London’s first exhibition of one of Australia’s greatest painters
by
ABR Arts 05 November 2025

Emily Kam Kngwarray

London’s first exhibition of one of Australia’s greatest painters
by
ABR Arts 05 November 2025
Emily Kam Kngwarray, ‘Untitled (awely)’, 1994, NGA © Emily Kam Kngwarray Copyright Agency, licensed by DACS 2025
Emily Kam Kngwarray, ‘Untitled (awely)’, 1994, NGA © Emily Kam Kngwarray Copyright Agency, licensed by DACS 2025

Nearly thirty years after her death in 1996, the celebrated Anmatyerr artist Emily Kam Kngwarray is having her moment in Europe’s largest art capital. In conjunction with the National Gallery of Australia (NGA), Tate Modern has mounted a grand survey of over eighty works, from the earliest batiks in the 1970s to the great paintings from the mid-1990s. My question, when I attended the exhibition in London: how is this vibrant art understood there? Apart from sporadic showings in group exhibitions – notably, the Royal Academy’s 2013 exhibition Australia, which included the extraordinary Big yam Dreaming (1995), on loan from the National Gallery of Victoria (NGV) – Kngwarray’s work has not been the subject of a major solo exhibition. This is London’s chance to take the measure of one of Australia’s greatest painters.

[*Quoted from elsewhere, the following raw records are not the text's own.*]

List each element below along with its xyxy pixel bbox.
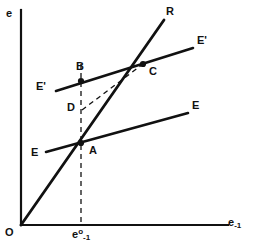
point-b-label: B [76,61,84,72]
x-tick-label: eo-1 [72,228,90,242]
point-a-label: A [89,145,97,156]
x-tick-label-subscript: -1 [83,233,90,242]
origin-label: O [5,227,14,238]
ee-schedule-line [46,113,188,152]
r-ray-line [21,20,164,225]
point-a-marker [78,140,84,146]
point-c-marker [140,61,146,67]
diagram-canvas [0,0,257,252]
y-axis-label: e [6,8,12,19]
x-axis-label: e-1 [228,217,241,230]
ee-schedule-label-right: E [192,100,199,111]
e-prime-schedule-label-right: E' [197,35,207,46]
point-b-marker [78,78,84,84]
point-d-label: D [67,102,75,113]
point-c-label: C [149,66,157,77]
x-axis-label-subscript: -1 [234,221,241,230]
r-ray-label: R [166,6,174,17]
dc-dashed-segment-line [82,64,143,110]
e-prime-schedule-label-left: E' [36,81,46,92]
economics-phase-diagram: e e-1 O eo-1 R E' E' E E B C D A [0,0,257,252]
ee-schedule-label-left: E [31,147,38,158]
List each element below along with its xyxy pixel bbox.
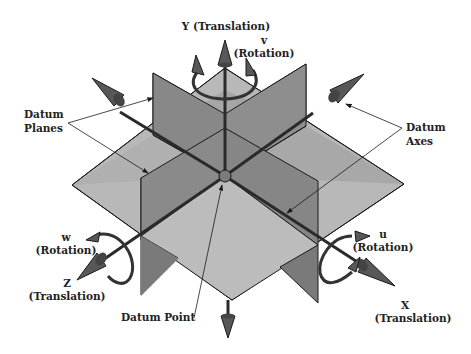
u-rotation-label: (Rotation) xyxy=(353,241,414,253)
w-symbol-label: w xyxy=(60,231,71,243)
datum-axes-label-line1: Datum xyxy=(406,121,446,133)
z-translation-label: (Translation) xyxy=(28,290,105,302)
y-translation-label: Y (Translation) xyxy=(181,20,270,32)
x-symbol-label: X xyxy=(401,299,410,311)
datum-planes-label-line2: Planes xyxy=(24,122,63,134)
x-translation-label: (Translation) xyxy=(374,312,451,324)
v-rotation-label: (Rotation) xyxy=(234,47,295,59)
datum-planes-label-line1: Datum xyxy=(24,108,64,120)
v-symbol-label: v xyxy=(260,34,268,46)
u-rotation-arrow-icon xyxy=(320,236,352,283)
datum-point-marker xyxy=(219,170,231,182)
datum-axes-label-line2: Axes xyxy=(405,135,433,147)
datum-point-label: Datum Point xyxy=(121,311,195,323)
u-symbol-label: u xyxy=(379,228,387,240)
y-down-arrow-icon xyxy=(221,316,235,338)
z-symbol-label: Z xyxy=(63,277,71,289)
w-rotation-label: (Rotation) xyxy=(36,244,97,256)
datum-reference-frame-diagram: Y (Translation) v (Rotation) Datum Plane… xyxy=(0,0,471,354)
y-translation-arrow-icon xyxy=(218,40,232,65)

The exhibition was first seen at the NGA over the summer of 2023-24, so what was different at Tate? At Tate, the curators requested additional contextual material – such as photographs and a soundtrack of an Anmatyerr women’s singing ceremony – while the inclusion of works from European collections alleviated freight costs. While some key works from Australia were omitted, the European additions highlighted that continent’s changing perceptions of Indigenous art. Critic Anny Shaw, writing in The Standard this July, noted that more attention is being paid to Indigenous artists in Europe. A small but persistent cohort in Europe has been collecting the works of Australian Aboriginal artists for decades; loans from the Essl Collection, now held in the Albertina Museum in Vienna, and from Bérengère Primat’s Fondation Opale, in Switzerland, indicate longstanding interest in Emily’s work.